Lambert's good deeds put Saints close to heaven

 

Southampton can move six points clear at the top of the Championship if they beat Bristol City at St Mary's tonight, cementing their status as favourites to regain the Premier League place they lost in 2005.

Promoted from League One last season thanks to a late run of 13 wins in their final 15 games, Nigel Adkins' side have carried on where they left off in an impressive opening half of the season. The big question is whether they can stay the course and follow the example of Norwich City, who reached the top flight this season after back-to-back promotions. Adkins, manager since September 2010, knows what it takes to earn promotion after leading from the front, having done it with Scunthorpe United in League One in 2006-07.

"I said at the start of the campaign that if we can get to January in the top 10 then we'll have an opportunity to win the race," he said. "We've led for the last three months, which shows that we've been consistent and have the hunger to be promoted back to the Premier League. We will be promoted back to the Premier League, but will it be this season? Time will tell."

But if he is cautious in considering the future, Adkins is not surprised by his team's showing so far. "No, we've got good players, good team spirit, and we play football the right way, I believe. We do try to pass the football but we try to do it effectively. There's no point passing for the sake of it."

It has worked best at St Mary's, the 2-2 draw with Blackpool on 10 December being the first match they had failed to win at home since a FA Cup fourth-round defeat by Manchester United in January. Their Achilles' heel is their record on the road, where results, including a 2-0 defeat by this evening's opponents on 26 November, have been average at best. They visit both West Ham and Middlesbrough, their closest pursuers, in the new year, but Adkins insists that performances away from home have been as good as at St Mary's.

"In any competition, when you're playing the leader, you automatically up your game and performance levels, so that has happened," he said. "Teams come to St Mary's with a game plan to unsettle us, but we've done very well [there] and we've done very well away from home – when you analyse the games we've lost, we should have won all four. We had enough chances."
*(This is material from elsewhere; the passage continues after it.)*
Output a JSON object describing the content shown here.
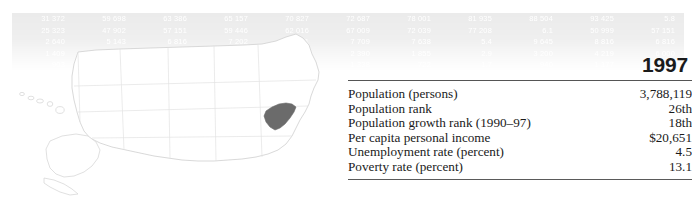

Significantly, one of the defeats, against Doncaster Rovers, came in the absence through injury of striker Rickie Lambert, a £1m signing by Alan Pardew, Adkins' predecessor, from Bristol Rovers in August 2009. The 29-year-old has dispelled doubts about his ability to produce at the higher level with 17 goals in all competitions this season, including two hat-tricks.

Arguably the best testament to the club's prospects was the decision of Adam Lallana, the England Under-21 winger, to sign a new contract last January, claiming that he felt that he could fulfil his ambitions at St Mary's, while other Saints academy products Theo Walcott and Alex Oxlade-Chamberlain, both now with Arsenal, took a short cut to the Premier League.

"You have to play to your strengths, and passing is our strength, and I think we are getting better at it the more comfortable we become," Lallana said. "Rickie up top is an unbelievable target man, but he can play as well, which he has proved this season, and if we need to mix it up we have that option. We haven't picked up as many points away as we'd like but, in an inconsistent league, we have managed to be unbelievably consistent at home."